While we're waiting for clarification from the OP, there's a chicken-
and-egg thought that's been nagging me: if the OP knows so much about
the searched string that he can specify offsets which search patterns
should not span, why does he still need to search it?

Cheers,
John

May 17 '07 #8
On May 17, 6:12 pm, John Machin <sjmac...@lexic on.netwrote:
>
Note: "must not be *part of* any match" [my emphasis]
Ooops, my bad.
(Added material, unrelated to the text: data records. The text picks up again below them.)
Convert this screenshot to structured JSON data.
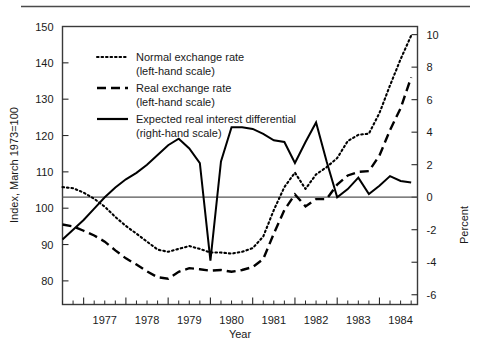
{
  "chart_data": {
    "type": "line",
    "title": "",
    "xlabel": "Year",
    "ylabel": "Index, March 1973=100",
    "y2label": "Percent",
    "xlim": [
      1976.5,
      1984.9
    ],
    "ylim": [
      73.5,
      150
    ],
    "y2lim": [
      -6.6,
      10.5
    ],
    "grid": false,
    "legend_position": "upper-left-inside",
    "x_tick_labels": [
      "1977",
      "1978",
      "1979",
      "1980",
      "1981",
      "1982",
      "1983",
      "1984"
    ],
    "x_tick_values": [
      1977,
      1978,
      1979,
      1980,
      1981,
      1982,
      1983,
      1984
    ],
    "x_minor_interval": 0.25,
    "y_tick_labels": [
      "80",
      "90",
      "100",
      "110",
      "120",
      "130",
      "140",
      "150"
    ],
    "y_tick_values": [
      80,
      90,
      100,
      110,
      120,
      130,
      140,
      150
    ],
    "y2_tick_labels": [
      "-6",
      "-4",
      "-2",
      "0",
      "2",
      "4",
      "6",
      "8",
      "10"
    ],
    "y2_tick_values": [
      -6,
      -4,
      -2,
      0,
      2,
      4,
      6,
      8,
      10
    ],
    "zero_reference_line": 0,
    "x": [
      1976.5,
      1976.75,
      1977.0,
      1977.25,
      1977.5,
      1977.75,
      1978.0,
      1978.25,
      1978.5,
      1978.75,
      1979.0,
      1979.25,
      1979.5,
      1979.75,
      1980.0,
      1980.25,
      1980.5,
      1980.75,
      1981.0,
      1981.25,
      1981.5,
      1981.75,
      1982.0,
      1982.25,
      1982.5,
      1982.75,
      1983.0,
      1983.25,
      1983.5,
      1983.75,
      1984.0,
      1984.25,
      1984.5,
      1984.75
    ],
    "series": [
      {
        "name": "Normal exchange rate",
        "scale": "left",
        "style": "dotted",
        "values": [
          105.8,
          105.5,
          104.3,
          102.6,
          100.4,
          97.6,
          95.1,
          93.0,
          90.8,
          88.6,
          88.0,
          88.8,
          89.6,
          88.8,
          87.8,
          87.8,
          87.5,
          88.0,
          89.0,
          92.2,
          99.5,
          105.8,
          109.8,
          105.3,
          109.3,
          111.3,
          113.8,
          118.5,
          120.2,
          120.5,
          126.2,
          133.8,
          141.0,
          147.5
        ]
      },
      {
        "name": "Real exchange rate",
        "scale": "left",
        "style": "dashed",
        "values": [
          95.5,
          95.0,
          93.8,
          92.5,
          90.8,
          88.4,
          86.2,
          84.5,
          82.6,
          81.0,
          80.6,
          82.5,
          83.5,
          83.2,
          82.8,
          83.0,
          82.5,
          83.0,
          83.8,
          86.0,
          93.0,
          99.5,
          103.8,
          100.5,
          102.5,
          102.5,
          106.5,
          109.0,
          110.0,
          110.2,
          114.5,
          121.5,
          127.5,
          136.0
        ]
      },
      {
        "name": "Expected real interest differential",
        "scale": "right",
        "style": "solid",
        "values": [
          -2.6,
          -2.0,
          -1.4,
          -0.7,
          0.0,
          0.6,
          1.1,
          1.5,
          2.0,
          2.6,
          3.2,
          3.6,
          3.0,
          2.1,
          -3.9,
          2.2,
          4.3,
          4.3,
          4.2,
          3.9,
          3.5,
          3.4,
          2.1,
          3.4,
          4.6,
          2.2,
          0.0,
          0.5,
          1.2,
          0.2,
          0.7,
          1.3,
          1.0,
          0.9
        ]
      }
    ],
    "legend": [
      {
        "line1": "Normal exchange rate",
        "line2": "(left-hand scale)",
        "style": "dotted"
      },
      {
        "line1": "Real exchange rate",
        "line2": "(left-hand scale)",
        "style": "dashed"
      },
      {
        "line1": "Expected real interest differential",
        "line2": "(right-hand scale)",
        "style": "solid"
      }
    ]
  }
}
See this version:

from pyparsing import Regex,ParseExce ption,col,linen o,getTokensEndL oc

# fake (and inefficient) version of any if not yet upgraded to Py2.5
any = lambda lst : sum(list(lst)) 0

def guardedSearch(p attern, text, forbidden_offse ts):

def offsetValidator (strng,locn,tok ens):
start,end = locn,getTokensE ndLoc()-1
if any( start <= i <= end for i in forbidden_offse ts ):
raise ParseException, "can't match at offset %d" % locn

regex = Regex(pattern). setParseAction( offsetValidator )
return [ (tokStart,toks[0]) for toks,tokStart,t okEnd in
regex.scanStrin g(text) ]

print guardedSearch(u r"o\S", u"Hollo how are you", [8,])
def guardedSearchBy Column(pattern, text, forbidden_colum ns):

def offsetValidator (strng,locn,tok ens):
start,end = col(locn,strng) , col(getTokensEn dLoc(),strng)-1
if any( start <= i <= end for i in forbidden_colum ns ):
raise ParseException, "can't match at col %d" % start

regex = Regex(pattern). setParseAction( offsetValidator )
return [ (lineno(tokStar t,text),col(tok Start,text),tok s[0])
for toks,tokStart,t okEnd in regex.scanStrin g(text) ]

text = """\
alksjdflasjf;sa
a;sljflsjlaj
;asjflasfja;sf
aslfj;asfj;dsf
aslf;lajdf;ajsf
aslfj;afsj;sd
"""
print guardedSearchBy Column("[fa];", text, [4,12,13,])

Prints:
[(1, 'ol'), (15, 'ou')]
[(2, 1, 'a;'), (5, 10, 'f;')]
>
While we're waiting for clarification from the OP, there's a chicken-
and-egg thought that's been nagging me: if the OP knows so much about
the searched string that he can specify offsets which search patterns
should not span, why does he still need to search it?
I suspect that this is column/tabular data (a log file perhaps?), and
some columns are not interesting, but produce many false hits for the
search pattern.

-- Paul

May 17 '07 #9
On May 18, 9:46 am, Paul McGuire <p...@austin.rr .comwrote:
On May 17, 6:12 pm, John Machin <sjmac...@lexic on.netwrote:
Note: "must not be *part of* any match" [my emphasis]

While we're waiting for clarification from the OP, there's a chicken-
and-egg thought that's been nagging me: if the OP knows so much about
the searched string that he can specify offsets which search patterns
should not span, why does he still need to search it?

I suspect that this is column/tabular data (a log file perhaps?), and
some columns are not interesting, but produce many false hits for the
search pattern.
If so, why not split the record into fields and look only at the
interesting fields? Smells to me of yet another case of re abuse/
misuse ...
May 18 '07 #10

This thread has been closed and replies have been disabled. Please start a new discussion.